EventEmitter in OCaml

I want to implement node.js EventEmitter in OCaml, but I find I cannot to compare two functions when I implmenting emitter.on(eventName, listener) method. Any ideas?
When I compare two functions, error araise:

# let sum x = x + 1;;
# let add = sum;;
# sum = add;;
Exception: Invalid_argument "equal: functional value".

In this case probably physical equality is the way to go i.e. ==.

1 Like

== works,thanks.

let sum x =  x + 1
val sum : int -> int = <fun>
let add = sum
val sum : int -> int = <fun>

sum == add
bool = true

sum = add
Exception: Invalid_argument "compare: functional value".

It’s probably not the right thing to do still, if you write the same lambda capturing different things in its closure, it won’t compare equal… If you write the same lambda at different point in the program there’s a chance it’ll allocate a new distinct one…

let f = fun x -> x
let g = fun x -> x

let _ = assert (f != g)

I don’t think it is ever right to compare functions. what’s the nodejs implementation doing? trying to specify that first will help arise a proper solution in OCaml I imagine.

emitter.removeListener(eventName, listener) will find listener in the event list for the same event name in order to remove listener.

I just tried with nodejs and

let e = new EventListener;
e.on('error', () => {})
e.on('error', () => {})
e.removeListener('error', () => {})

doesn’t remove anything because the lambdas are distinct… would’ve been surprised if it did.

They really just designed an API like this. Why not ask the caller to pass a unique string tag for each listener, so that you can later correctly retrieve it…?

You are right, a unique tag is need to retrieve the listener.

In this case physical equality is appropriate because you are supposed to pass in a reference (a variable) to the event handler that you defined and set previously. When removing the handler, the handler is just removed from the array. The unique tag that you mentioned is just the memory location of the handler function. It should work fine as long as the same variable is used to both add and remove the handler.

I’m aware, this however is brittle and the manual makes no guarantees about memory locations of functions and their equality as far as I’m aware… We could have flambda be the default middle end few years down the road and it could mess with whatever assumptions you currently have…

But you don’t even have to go that far, just altering OP’s example a bit and using the builtin succ instead of writing sum reveals how easily this solution can break down… i.e. assert (succ != succ) passes.

Passing in a UID is something your API user completely controls on the other hand. My argument is that physical equality is never appropriate here, neither for OCaml nor JS.

Ah, good point. I didn’t realize that memory locations of named functions are unstable. In that case the best option is to return an opaque value from the on function, and use that to remove it e.g.

let evt_id = Emitter.on emitter "event-name" func
let () = Emitter.off emitter evt_id

Behind the scenes we can have a hash table of the event IDs mapping to the functions to run. The IDs can be generated randomly e.g. using the uuidm library.

3 Likes

That’s a good approach, yeah. Reduces API user’s burden (as well as flexibility/control e.g. to dynamically replace handlers by passing in the same UID).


**What the exercise asks:**
Count the lines below that carry the word "diagram". Answer with that number alone.

**Records for this exercise:**
▼
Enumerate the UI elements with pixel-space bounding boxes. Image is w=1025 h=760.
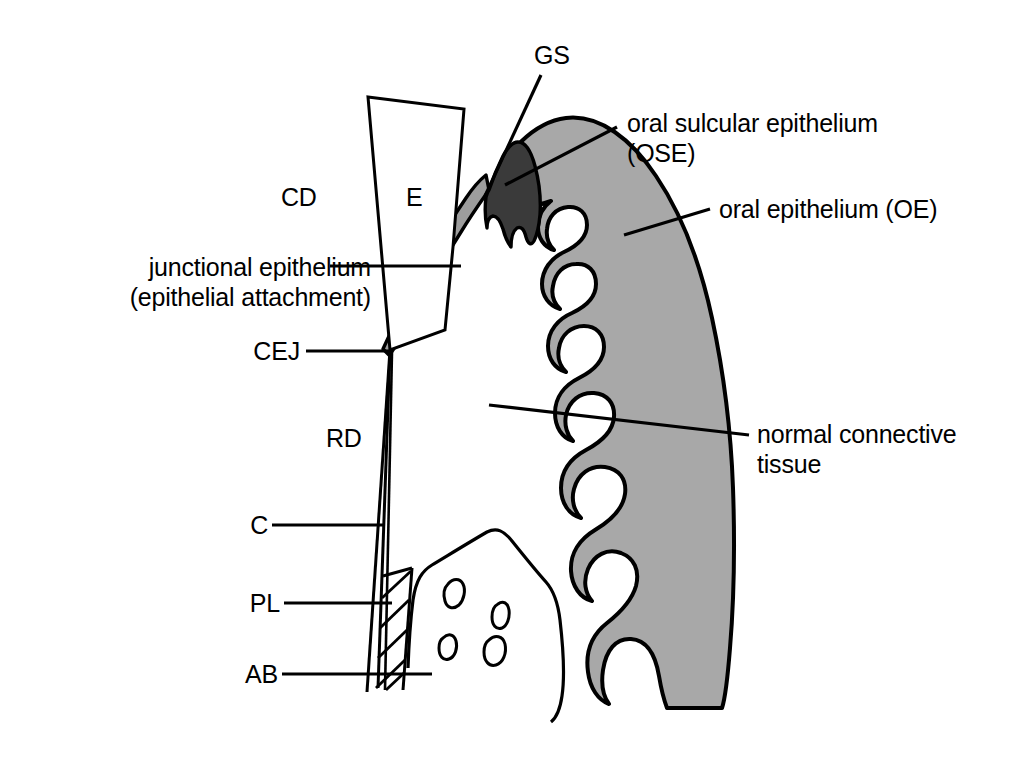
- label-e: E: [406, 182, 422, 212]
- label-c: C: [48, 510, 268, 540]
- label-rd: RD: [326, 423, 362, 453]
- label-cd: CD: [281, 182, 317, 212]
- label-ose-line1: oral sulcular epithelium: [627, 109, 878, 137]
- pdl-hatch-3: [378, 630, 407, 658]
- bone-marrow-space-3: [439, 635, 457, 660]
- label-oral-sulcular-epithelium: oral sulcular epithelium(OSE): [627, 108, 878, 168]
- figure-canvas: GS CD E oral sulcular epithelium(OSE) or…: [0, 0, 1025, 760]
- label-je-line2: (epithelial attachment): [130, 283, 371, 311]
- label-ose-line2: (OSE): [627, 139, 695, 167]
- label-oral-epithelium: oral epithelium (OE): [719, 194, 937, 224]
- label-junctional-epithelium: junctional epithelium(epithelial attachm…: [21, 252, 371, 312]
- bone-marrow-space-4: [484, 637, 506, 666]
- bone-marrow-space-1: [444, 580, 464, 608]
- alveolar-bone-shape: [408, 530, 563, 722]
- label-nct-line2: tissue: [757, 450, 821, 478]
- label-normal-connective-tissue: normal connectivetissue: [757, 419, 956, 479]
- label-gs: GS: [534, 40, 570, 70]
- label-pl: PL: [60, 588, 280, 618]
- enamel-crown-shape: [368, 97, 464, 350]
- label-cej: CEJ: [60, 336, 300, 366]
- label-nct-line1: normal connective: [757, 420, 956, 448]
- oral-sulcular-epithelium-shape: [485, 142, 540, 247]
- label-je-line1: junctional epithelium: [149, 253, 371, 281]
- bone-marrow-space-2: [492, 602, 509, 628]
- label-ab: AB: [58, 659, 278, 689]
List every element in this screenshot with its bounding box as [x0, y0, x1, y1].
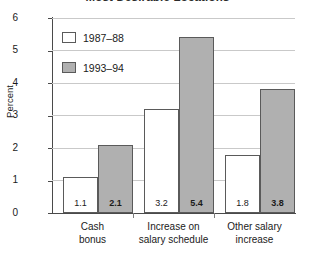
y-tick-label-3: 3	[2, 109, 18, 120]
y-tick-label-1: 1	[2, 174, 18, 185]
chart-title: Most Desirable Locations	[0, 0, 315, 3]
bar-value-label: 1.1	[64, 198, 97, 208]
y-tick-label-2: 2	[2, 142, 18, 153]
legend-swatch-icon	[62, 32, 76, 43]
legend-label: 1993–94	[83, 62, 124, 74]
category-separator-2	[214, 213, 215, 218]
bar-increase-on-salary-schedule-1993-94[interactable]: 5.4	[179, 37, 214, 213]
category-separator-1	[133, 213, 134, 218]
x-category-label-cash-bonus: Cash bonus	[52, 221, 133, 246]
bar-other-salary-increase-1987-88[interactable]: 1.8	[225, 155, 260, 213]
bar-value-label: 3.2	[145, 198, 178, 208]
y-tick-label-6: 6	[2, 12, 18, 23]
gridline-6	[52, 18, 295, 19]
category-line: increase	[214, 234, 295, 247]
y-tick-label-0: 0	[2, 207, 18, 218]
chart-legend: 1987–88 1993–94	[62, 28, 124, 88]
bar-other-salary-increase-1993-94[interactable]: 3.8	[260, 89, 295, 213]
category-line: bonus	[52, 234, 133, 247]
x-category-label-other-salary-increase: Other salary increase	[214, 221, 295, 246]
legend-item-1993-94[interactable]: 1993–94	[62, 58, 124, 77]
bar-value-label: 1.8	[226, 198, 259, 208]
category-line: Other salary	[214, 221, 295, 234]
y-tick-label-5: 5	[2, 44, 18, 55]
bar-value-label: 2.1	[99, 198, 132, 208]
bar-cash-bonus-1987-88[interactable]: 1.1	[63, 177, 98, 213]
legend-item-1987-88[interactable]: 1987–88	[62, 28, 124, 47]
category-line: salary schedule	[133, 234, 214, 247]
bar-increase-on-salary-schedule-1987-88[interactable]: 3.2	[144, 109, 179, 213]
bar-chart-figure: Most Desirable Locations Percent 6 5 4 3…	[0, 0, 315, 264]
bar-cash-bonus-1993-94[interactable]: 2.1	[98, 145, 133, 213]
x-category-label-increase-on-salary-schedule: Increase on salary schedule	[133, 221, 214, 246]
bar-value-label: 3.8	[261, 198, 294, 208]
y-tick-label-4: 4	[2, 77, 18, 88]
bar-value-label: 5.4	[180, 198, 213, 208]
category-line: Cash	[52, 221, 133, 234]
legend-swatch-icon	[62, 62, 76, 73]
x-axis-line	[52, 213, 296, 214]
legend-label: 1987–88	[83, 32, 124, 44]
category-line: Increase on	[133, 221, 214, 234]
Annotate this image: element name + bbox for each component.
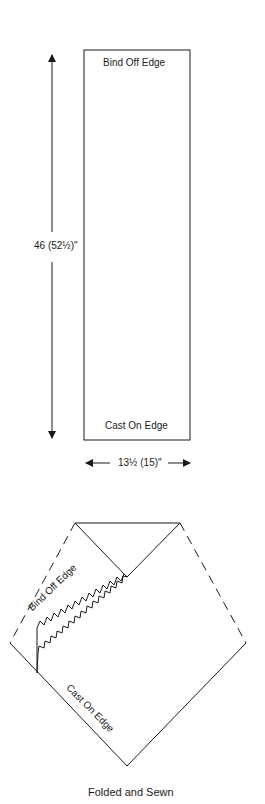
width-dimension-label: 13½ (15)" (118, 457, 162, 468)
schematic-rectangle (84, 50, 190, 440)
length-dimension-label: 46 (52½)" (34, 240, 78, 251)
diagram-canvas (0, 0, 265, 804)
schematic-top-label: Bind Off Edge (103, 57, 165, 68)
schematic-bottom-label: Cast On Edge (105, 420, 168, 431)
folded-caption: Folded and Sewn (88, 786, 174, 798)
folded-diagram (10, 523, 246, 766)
▲
**The completed task:**
2